In summary we waited a good 5 minutes after the due time before the receptionist rang the taxi firm. As it was a Saturday night, getting through took a while. She asked about our taxi. The replies seemed a bit vague. She asked the taxi firm to ring back with precise information; that took a while. The clock was definitely ticking!! The ensuing conversation in German, which I understood, was not encouraging. Her comment was that the taxi should keep coming but we would also look for alternatives. This was her crucial mistake. She should have either handed me the telephone or on my behalf insisted that the nearest taxi was diverted immediately to collect us as we had a long distance train to catch & time was running out.
It is hard for me to describe the next half hour. It was pouring with rain. My husband stood at a nearby relatively quiet intersection, in the middle of the road, attempting not to give in to desperation, & trying to flag down any rare taxis, to no avail. The receptionist, having given up ringing any other taxis almost instantly saying it was a busy Saturday evening, stood outside the hotel under a huge umbrella – gallic shrug all but visible looking for a non-existent taxi.
I stood with our luggage by reception, looking again at the timetable to check when the train stopped at the Sudbahnhof – now our only hope - & finally went out in the rain, and tantamount to ‘hijacked’ an ordinary motorist who had the misfortune to park outside, my German breaking down under the strain of our situation. I won’t go into the details here – there really is plenty more, including the eventual € 50 bribe my husband resorted to. We finally drew up to the Sudbahnhof at a 3rd attempt as each car-entrance was blocked by building work, and ran like demented soaked dervishes into the side entrance of the station where there were of course no boards to indicate where our train was due to draw in any second NOW!!!!

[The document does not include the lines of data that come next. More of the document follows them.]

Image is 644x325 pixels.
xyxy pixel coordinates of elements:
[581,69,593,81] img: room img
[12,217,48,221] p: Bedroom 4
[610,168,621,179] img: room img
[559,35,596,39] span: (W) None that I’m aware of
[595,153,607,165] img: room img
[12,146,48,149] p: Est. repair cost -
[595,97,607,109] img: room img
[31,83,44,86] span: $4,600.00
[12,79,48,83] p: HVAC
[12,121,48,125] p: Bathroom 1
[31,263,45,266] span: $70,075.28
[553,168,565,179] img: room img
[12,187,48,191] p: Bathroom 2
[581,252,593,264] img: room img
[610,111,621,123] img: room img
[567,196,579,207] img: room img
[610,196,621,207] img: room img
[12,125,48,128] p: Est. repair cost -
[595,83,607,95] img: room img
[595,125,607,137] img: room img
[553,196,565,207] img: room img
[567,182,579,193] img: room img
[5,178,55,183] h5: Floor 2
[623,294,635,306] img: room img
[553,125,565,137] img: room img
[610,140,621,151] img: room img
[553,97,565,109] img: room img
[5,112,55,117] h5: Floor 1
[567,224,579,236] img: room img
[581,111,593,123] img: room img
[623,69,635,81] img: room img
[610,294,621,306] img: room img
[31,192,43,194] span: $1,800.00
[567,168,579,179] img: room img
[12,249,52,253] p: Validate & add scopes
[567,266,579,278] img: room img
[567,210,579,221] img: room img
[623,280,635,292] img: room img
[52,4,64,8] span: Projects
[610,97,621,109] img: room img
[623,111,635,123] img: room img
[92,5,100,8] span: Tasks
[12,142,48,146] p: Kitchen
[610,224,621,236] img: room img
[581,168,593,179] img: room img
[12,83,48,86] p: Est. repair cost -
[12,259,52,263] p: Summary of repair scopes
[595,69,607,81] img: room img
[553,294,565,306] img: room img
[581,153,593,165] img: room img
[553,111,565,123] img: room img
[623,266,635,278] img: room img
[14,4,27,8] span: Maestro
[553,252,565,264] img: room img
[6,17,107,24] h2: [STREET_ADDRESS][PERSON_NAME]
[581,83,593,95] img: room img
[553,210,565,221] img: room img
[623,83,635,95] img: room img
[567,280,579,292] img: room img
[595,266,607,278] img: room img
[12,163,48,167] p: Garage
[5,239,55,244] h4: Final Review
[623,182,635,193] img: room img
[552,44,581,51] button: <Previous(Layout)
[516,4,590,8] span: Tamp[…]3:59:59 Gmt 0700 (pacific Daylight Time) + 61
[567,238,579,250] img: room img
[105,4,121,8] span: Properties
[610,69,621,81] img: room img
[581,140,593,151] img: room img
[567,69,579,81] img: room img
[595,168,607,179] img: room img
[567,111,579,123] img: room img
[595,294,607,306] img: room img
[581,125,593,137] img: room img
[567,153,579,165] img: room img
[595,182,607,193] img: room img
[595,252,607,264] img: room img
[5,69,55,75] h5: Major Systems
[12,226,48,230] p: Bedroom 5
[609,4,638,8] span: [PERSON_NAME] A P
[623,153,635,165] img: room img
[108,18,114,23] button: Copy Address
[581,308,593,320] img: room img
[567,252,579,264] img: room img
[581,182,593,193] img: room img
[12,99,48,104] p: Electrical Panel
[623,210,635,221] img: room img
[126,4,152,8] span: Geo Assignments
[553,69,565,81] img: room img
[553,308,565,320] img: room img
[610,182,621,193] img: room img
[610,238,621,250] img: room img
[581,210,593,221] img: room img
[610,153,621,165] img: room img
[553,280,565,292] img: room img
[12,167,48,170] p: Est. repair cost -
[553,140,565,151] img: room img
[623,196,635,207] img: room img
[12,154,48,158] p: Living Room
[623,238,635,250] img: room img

So this was really a near disaster, made worse as we knew there’d have been no beds in Berlin that night. My husband felt that as the booking was made by the hotel – we assumed with the company they always used – the Arco management would at the very least express real regret at our unfortunate experience, and hopefully be the conduit for some form of complaint to the taxi firm; my husband felt he had a right to demand our € 50 back.
On our return I sent Herr Osterloh one simple sentence asking for a comment on our unpleasant experience. He didn’t even bother to reply. My husband then typed a full email spelling out how he felt. The tone of the eventual reply really shocked us; the opening sentence was: ‘there is still high season and some guests can be quite demanding, so we are really busy at the moment.’ What does this mean? That most guests are a time-consuming pain? That they don’t have time for a courteous reply? That really it was us who had been unacceptably ‘demanding’? It ended with this disclaimer: ‘.we are not responsable (sic) for a taxi driver or the service of the agency.’ Surely if the hotel books using their regular firm & a customer is SO badly let down, the hotel can be a vital intermediary in these circumstances, without taking full responsibility. Saying that: ‘Apart from that Mrs. M had done, what she could do and said (sic), what was to say. She complained to the agency and advised you to do the same.’ Just saying ‘that’s not very good’ over the phone doesn’t count as a complaint in my book. This is tantamount to a brush off – it is very hard to complain in another language from far away!!
So yes by all means use the Arco for all the reasons indicated on Trip Advisor [I decided to click 'recommend to a friend' with the following proviso] but be aware the owners live quite far away, have no car to help in an emergency & are not inclined to go the extra mile during or after a serious mishap!! There is an underlying attitude to guests as time-consuming inconveniences that makes me feel justified in including this sad ending to our stay as part of my review.